The AIGP exam is not a memory test. It is a judgment test. Most candidates who fail do so not because they lack knowledge, but because they have not practised applying that knowledge to real-world scenarios under time pressure. This guide gives you a structured, practical approach to preparing for the exam from scratch.
Scored 475/500. This guide is based on the approach that produced that result, refined through building a playbook used by over 1,500 professionals across 65 countries.
The AIGP exam consists of 100 multiple-choice questions, of which 85 are scored and 15 are unscored experimental questions. You have 2.5 hours. Questions are scenario-based: they present a situation and ask you to identify the best course of action, the correct framework, or the right risk classification.
The key word is best. Multiple options may be partially correct. The exam tests whether you can identify the most appropriate response given the specific context, not just whether you recognise a concept.

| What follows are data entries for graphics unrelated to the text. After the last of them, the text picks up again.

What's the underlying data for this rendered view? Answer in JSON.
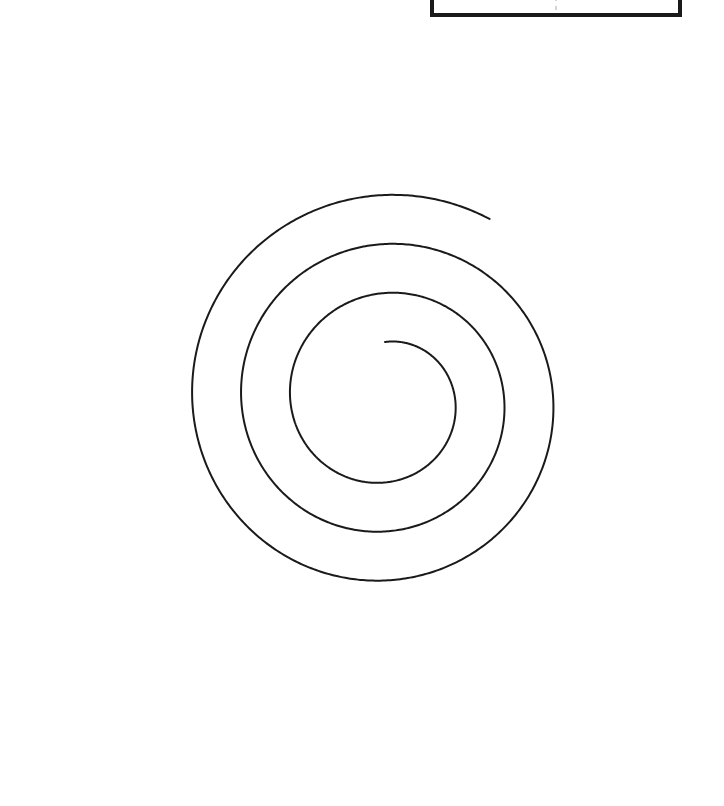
{
  "page": {
    "background_color": "#ffffff",
    "width": 724,
    "height": 806
  },
  "figure": {
    "name": "archimedean-spiral",
    "stroke_color": "#1a1a1a",
    "stroke_width": 2,
    "fill": "none",
    "center_x": 385,
    "center_y": 400,
    "turns": 3,
    "inner_radius": 58,
    "outer_radius": 366,
    "start_angle_deg": -90,
    "inner_endpoint": [
      390,
      341
    ],
    "outer_endpoint": [
      692,
      455
    ],
    "ring_extents": {
      "inner_left_x": 251,
      "inner_right_x": 480,
      "inner_top_y": 266,
      "inner_bottom_y": 462,
      "middle_left_x": 135,
      "middle_right_x": 583,
      "middle_top_y": 150,
      "middle_bottom_y": 560,
      "outer_left_x": 20,
      "outer_right_x": 700,
      "outer_top_y": 38,
      "outer_bottom_y": 782
    }
  },
  "top_panel": {
    "name": "top-right-panel",
    "left": 430,
    "right": 682,
    "bottom": 17,
    "border_color": "#1a1a1a",
    "border_width": 4,
    "divider_x": 556,
    "divider_color": "#b9b9b9",
    "divider_style": "dashed"
  },
  "chart_data": {
    "type": "line",
    "xlabel": "",
    "ylabel": "",
    "legend": [],
    "grid": false,
    "xlim": [
      0,
      724
    ],
    "ylim": [
      806,
      0
    ],
    "annotations": [],
    "series": [
      {
        "name": "spiral",
        "equation": "r = a + b * theta",
        "a": 58,
        "b": 49,
        "theta_start_deg": 0,
        "theta_end_deg": 1110,
        "center": [
          385,
          400
        ],
        "phase_deg": -90,
        "points": [
          [
            390,
            341
          ],
          [
            440,
            348
          ],
          [
            476,
            386
          ],
          [
            480,
            421
          ],
          [
            461,
            451
          ],
          [
            423,
            462
          ],
          [
            385,
            462
          ],
          [
            340,
            454
          ],
          [
            299,
            429
          ],
          [
            271,
            392
          ],
          [
            258,
            349
          ],
          [
            259,
            312
          ],
          [
            279,
            265
          ],
          [
            311,
            228
          ],
          [
            354,
            200
          ],
          [
            404,
            185
          ],
          [
            455,
            184
          ],
          [
            504,
            197
          ],
          [
            546,
            223
          ],
          [
            572,
            257
          ],
          [
            583,
            299
          ],
          [
            583,
            346
          ],
          [
            573,
            400
          ],
          [
            552,
            449
          ],
          [
            519,
            491
          ],
          [
            477,
            525
          ],
          [
            427,
            548
          ],
          [
            377,
            559
          ],
          [
            323,
            558
          ],
          [
            271,
            544
          ],
          [
            226,
            519
          ],
          [
            188,
            485
          ],
          [
            160,
            443
          ],
          [
            142,
            394
          ],
          [
            135,
            342
          ],
          [
            138,
            287
          ],
          [
            152,
            235
          ],
          [
            177,
            187
          ],
          [
            212,
            145
          ],
          [
            255,
            110
          ],
          [
            305,
            80
          ],
          [
            360,
            58
          ],
          [
            418,
            43
          ],
          [
            478,
            38
          ],
          [
            537,
            46
          ],
          [
            592,
            69
          ],
          [
            639,
            103
          ],
          [
            673,
            147
          ],
          [
            694,
            198
          ],
          [
            700,
            253
          ],
          [
            696,
            313
          ],
          [
            692,
            455
          ]
        ]
      },
      {
        "name": "spiral-outer-tail",
        "points": [
          [
            700,
            253
          ],
          [
            699,
            330
          ],
          [
            689,
            408
          ],
          [
            671,
            486
          ],
          [
            644,
            560
          ],
          [
            608,
            630
          ],
          [
            563,
            691
          ],
          [
            510,
            740
          ],
          [
            451,
            770
          ],
          [
            388,
            782
          ],
          [
            325,
            776
          ],
          [
            266,
            752
          ],
          [
            214,
            713
          ],
          [
            172,
            661
          ],
          [
            141,
            599
          ],
          [
            122,
            531
          ],
          [
            117,
            459
          ],
          [
            120,
            400
          ]
        ]
      }
    ]
  }
}
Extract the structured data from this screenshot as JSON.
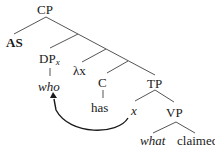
{
  "diagram": {
    "type": "syntax-tree",
    "nodes": {
      "root": "CP",
      "as": "AS",
      "dp": "DP",
      "dp_sub": "x",
      "who": "who",
      "lambda": "λx",
      "c": "C",
      "has": "has",
      "tp": "TP",
      "x": "x",
      "vp": "VP",
      "what": "what",
      "claimed": "claimed"
    },
    "arrow": {
      "from": "x",
      "to": "who",
      "label": "movement"
    },
    "colors": {
      "line": "#555555",
      "arrow": "#1a1a1a",
      "text": "#1a1a1a"
    }
  }
}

| Phase | Duration | Focus |
|---|---|---|
| Foundation | Weeks 1-3 | Read the IAPP AIGP textbook. Map each chapter to the exam domains. Take notes on definitions, obligations, and key distinctions. |
| Framework depth | Weeks 4-6 | Go deep on EU AI Act, NIST AI RMF, OECD Principles, and ISO 42001. Understand what makes each framework distinct and when each applies. |
| Practice | Weeks 7-9 | Work through scenario-based questions daily. Review every wrong answer in detail. Identify the pattern of why you got it wrong. |
| Consolidation | Week 10 | Timed full sessions. Focus on weak domains. Review trap patterns. Rest the day before. |
This is the most heavily tested topic. You need to know all four risk tiers (prohibited, high-risk, limited transparency, minimal risk), the specific prohibited practices, which categories of systems are classified as high-risk, GPAI model obligations, and the roles of provider, deployer, importer, and distributor.
Know the four core functions: Govern, Map, Measure, Manage. Understand what each function covers and how they interact. Questions often test whether you can identify which function a specific activity belongs to.
Risk identification, assessment, treatment, and documentation. Know the difference between inherent and residual risk. Understand when a risk register is required and what it must contain.
Design, development, deployment, monitoring, and decommissioning. Know which governance controls apply at each stage and what model drift means in practice.
GDPR application to AI systems. Data minimisation, purpose limitation, DPIAs, and the legal bases for processing training data. Know when a DPIA is required for an AI system.
Every wrong answer is information. Read the explanation, understand why the correct option is right, and why each distractor is wrong. The patterns repeat.
Keep a simple log of which domain each wrong answer belongs to. After 50 questions, you will see a pattern. Spend extra time on those domains before your exam.
85 scored questions in 2.5 hours is approximately 1.75 minutes per question. Time yourself. If you are regularly running over, you need to practise faster elimination.
On most questions, two options can be eliminated immediately. Focus your deliberation on the remaining two. This halves the cognitive load and speeds up your answers.